The court must consider whether the claimant has a ‘realistic’ as opposed to a ‘fanciful’ prospect of success… The criterion is not one of probability; it is absence of reality.

(2)

A ‘realistic’ claim is one that carries some degree of conviction. This means a claim that is more than merely arguable.

(3)

In reaching its conclusion the court must not conduct a ‘mini-trial’. This does not mean that the court must take at face value and without analysis everything that a claimant says in his statements before the court. In some cases it may be clear that there is no real substance in factual assertions made, particularly if contradicted by contemporaneous documents…

(4)

However, in reaching its conclusion the court must take into account not only the evidence actually placed before it on the application for summary judgment, but also the evidence that can reasonably be expected to be available at trial…

(5)

Nevertheless, to satisfy the requirement that further evidence ‘can reasonably be expected’ to be available at trial, there needs to be some reason for expecting that evidence in support of the relevant case will, or at least reasonably might, be available at trial.
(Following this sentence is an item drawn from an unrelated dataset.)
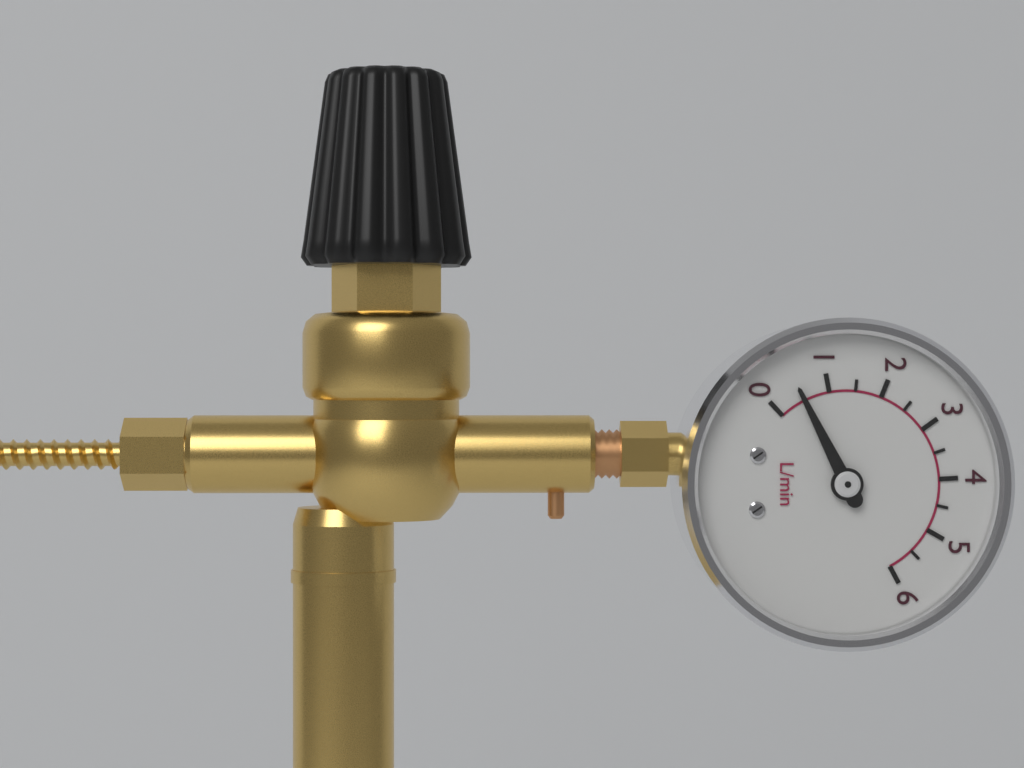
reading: 0.5 L/min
It is not enough simply to argue that the case should be allowed to go to trial because something may ‘turn up’. A party resisting an application for summary judgment must put forward sufficient evidence to satisfy the court that s/he has a real prospect of succeeding at trial (especially if that evidence is, or can be expected to be, already within his/her possession). If the party wishes to rely on the likelihood that further evidence will be available at that stage, s/he must substantiate that assertion by describing, at least in general terms, the nature of the evidence, its source and its relevance to the issues before the court. The court may then be able to see that there is some substance in the point and that the party in question is not simply playing for time in the hope that something will turn up. Fundamentally, the question is whether there are reasonable grounds for believing that disclosure may materially add to or alter the evidence relevant to whether the claim has a real prospect of success.

(6)

Lord Briggs explained the nature of the dilemma in Lungowe v Vedanta Resources plc [2020] AC 1045 [45]:

‘…On the one hand, the claimant cannot simply say, like Mr Micawber, that some gaping hole in its case may be remedied by something which may turn up on disclosure. The claimant must demonstrate that it has a case which is unsuitable to be determined adversely to it without a trial. On the other, the court cannot ignore reasonable grounds which may be disclosed at the summary judgment stage for believing that a fuller investigation of the facts may add to or alter the evidence relevant to the issue…’

(7)

The Court may, after taking into account the possibility of further evidence being available at trial, and without conducting a ‘mini-trial’, still evaluate the evidence before it and, in an appropriate case, conclude that it should ‘draw a line’ and bring an end to the action.”